With the U.S. military's lease on its base in Manta, Ecuador set to expire in 2009, a new report suggests U.S. military operations in South America might have found a perfect new home in central Colombia's Palanquero air base, one of the region's most state-of-the-art military installations.
In poor cities around the world, millions eke out a living by scavenging recyclable materials from the streets that can be exchanged for fractions of a cent. They are at the lowest rung of consumer society, the very rock-bottom of globalization. And they know it. “If we were any poorer, we’d be dead,” said Jorge Eliécer Ospina, a trash recycler in Bogotá, Colombia.
The Bush administration is attempting to use the recent Andean standoff to ram Colombia's pending "Free Trade Agreement" (FTA) through Congress.
Such economic development agencies as the World Bank and some local governments are beginning to recognize trash recyclers as relevant and good service to society as a whole. NAM contributor, Teo Ballvé reports from Bogota, Colombia, where the First World Congress of Waste Pickers conference was recently held.
Twelve years after the Embera were forced to flee, loggers and farmers are now leading a massive land-grab on their traditional territories in northwest Colombia. The group could stand to lose half of their lands.
With a return to the hamlet of Mulatos planned for February 21, paramilitaries are once again on the rampage, while the army and police continue abetting the repression—in many cases, as active participants.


_Your task_: Only lines that contain the word "women" belong in the answer; copy them from the records below.

_The input_:
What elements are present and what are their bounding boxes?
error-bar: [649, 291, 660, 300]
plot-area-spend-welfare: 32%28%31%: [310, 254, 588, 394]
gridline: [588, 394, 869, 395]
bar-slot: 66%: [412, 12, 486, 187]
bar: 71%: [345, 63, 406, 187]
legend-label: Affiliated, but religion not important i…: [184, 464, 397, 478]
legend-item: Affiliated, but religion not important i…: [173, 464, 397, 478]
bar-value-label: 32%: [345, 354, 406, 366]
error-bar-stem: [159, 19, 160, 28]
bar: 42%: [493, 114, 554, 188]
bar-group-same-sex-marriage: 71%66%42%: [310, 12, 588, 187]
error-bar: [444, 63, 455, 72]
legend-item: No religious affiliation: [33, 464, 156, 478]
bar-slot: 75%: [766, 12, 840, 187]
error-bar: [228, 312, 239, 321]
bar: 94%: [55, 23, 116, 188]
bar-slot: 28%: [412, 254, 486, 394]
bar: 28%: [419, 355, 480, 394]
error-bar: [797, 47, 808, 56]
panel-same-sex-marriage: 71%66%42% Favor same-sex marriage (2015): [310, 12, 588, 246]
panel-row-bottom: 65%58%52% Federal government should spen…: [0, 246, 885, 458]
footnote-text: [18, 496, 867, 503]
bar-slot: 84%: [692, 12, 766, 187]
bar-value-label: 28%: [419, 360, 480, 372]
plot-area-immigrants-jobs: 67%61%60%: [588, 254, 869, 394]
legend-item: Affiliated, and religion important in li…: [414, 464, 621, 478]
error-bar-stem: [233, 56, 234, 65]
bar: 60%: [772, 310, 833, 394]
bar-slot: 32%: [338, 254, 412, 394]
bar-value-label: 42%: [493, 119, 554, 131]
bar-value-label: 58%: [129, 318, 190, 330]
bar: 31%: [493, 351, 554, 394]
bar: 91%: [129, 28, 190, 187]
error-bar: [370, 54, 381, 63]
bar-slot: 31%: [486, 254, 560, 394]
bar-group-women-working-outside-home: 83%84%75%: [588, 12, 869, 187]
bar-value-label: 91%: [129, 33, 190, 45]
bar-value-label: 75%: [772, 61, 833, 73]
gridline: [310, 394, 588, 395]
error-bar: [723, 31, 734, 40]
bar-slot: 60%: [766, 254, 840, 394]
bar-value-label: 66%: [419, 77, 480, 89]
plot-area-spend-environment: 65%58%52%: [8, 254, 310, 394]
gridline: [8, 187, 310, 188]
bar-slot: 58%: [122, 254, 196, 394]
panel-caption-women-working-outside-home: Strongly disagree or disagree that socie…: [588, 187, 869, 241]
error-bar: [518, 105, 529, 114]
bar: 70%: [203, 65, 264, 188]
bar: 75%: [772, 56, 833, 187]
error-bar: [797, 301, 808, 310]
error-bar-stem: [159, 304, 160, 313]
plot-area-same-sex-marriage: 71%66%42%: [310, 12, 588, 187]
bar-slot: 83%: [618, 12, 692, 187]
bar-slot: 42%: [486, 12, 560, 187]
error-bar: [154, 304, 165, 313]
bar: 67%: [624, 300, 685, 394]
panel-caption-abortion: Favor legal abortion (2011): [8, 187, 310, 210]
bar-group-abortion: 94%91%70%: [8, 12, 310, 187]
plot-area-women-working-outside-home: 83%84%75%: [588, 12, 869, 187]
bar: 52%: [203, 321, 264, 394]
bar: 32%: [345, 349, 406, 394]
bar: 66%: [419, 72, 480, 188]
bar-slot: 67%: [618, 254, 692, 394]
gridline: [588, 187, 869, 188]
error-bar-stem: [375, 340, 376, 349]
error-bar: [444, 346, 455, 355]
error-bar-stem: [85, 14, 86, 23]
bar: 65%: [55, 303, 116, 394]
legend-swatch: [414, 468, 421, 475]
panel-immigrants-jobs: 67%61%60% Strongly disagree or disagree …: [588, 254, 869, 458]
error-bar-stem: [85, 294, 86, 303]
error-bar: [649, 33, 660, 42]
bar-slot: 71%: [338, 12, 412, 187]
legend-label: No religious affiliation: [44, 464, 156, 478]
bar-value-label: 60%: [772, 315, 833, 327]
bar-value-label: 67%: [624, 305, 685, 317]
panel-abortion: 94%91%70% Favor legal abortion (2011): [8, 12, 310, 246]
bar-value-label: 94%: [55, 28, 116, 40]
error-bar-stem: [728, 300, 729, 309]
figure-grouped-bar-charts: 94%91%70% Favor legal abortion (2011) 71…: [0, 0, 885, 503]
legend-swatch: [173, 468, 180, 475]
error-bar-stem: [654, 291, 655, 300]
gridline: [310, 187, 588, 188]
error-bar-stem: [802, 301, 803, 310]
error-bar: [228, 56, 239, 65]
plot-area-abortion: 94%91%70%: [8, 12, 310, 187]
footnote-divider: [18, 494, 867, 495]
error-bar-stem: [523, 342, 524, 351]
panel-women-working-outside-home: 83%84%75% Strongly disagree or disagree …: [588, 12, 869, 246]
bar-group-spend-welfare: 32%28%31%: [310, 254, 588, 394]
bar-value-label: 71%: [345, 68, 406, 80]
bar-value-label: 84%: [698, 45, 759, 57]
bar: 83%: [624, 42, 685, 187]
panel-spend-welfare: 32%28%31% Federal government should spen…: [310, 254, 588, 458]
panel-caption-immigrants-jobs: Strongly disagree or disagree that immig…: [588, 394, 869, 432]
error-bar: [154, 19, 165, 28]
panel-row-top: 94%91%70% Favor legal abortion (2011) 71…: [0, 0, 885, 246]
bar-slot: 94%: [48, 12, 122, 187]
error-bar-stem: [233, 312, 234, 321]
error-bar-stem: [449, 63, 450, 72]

_Exercise result_:
bar-group-women-working-outside-home: 83%84%75%: [588, 12, 869, 187]
panel-caption-women-working-outside-home: Strongly disagree or disagree that socie…: [588, 187, 869, 241]
plot-area-women-working-outside-home: 83%84%75%: [588, 12, 869, 187]
panel-women-working-outside-home: 83%84%75% Strongly disagree or disagree …: [588, 12, 869, 246]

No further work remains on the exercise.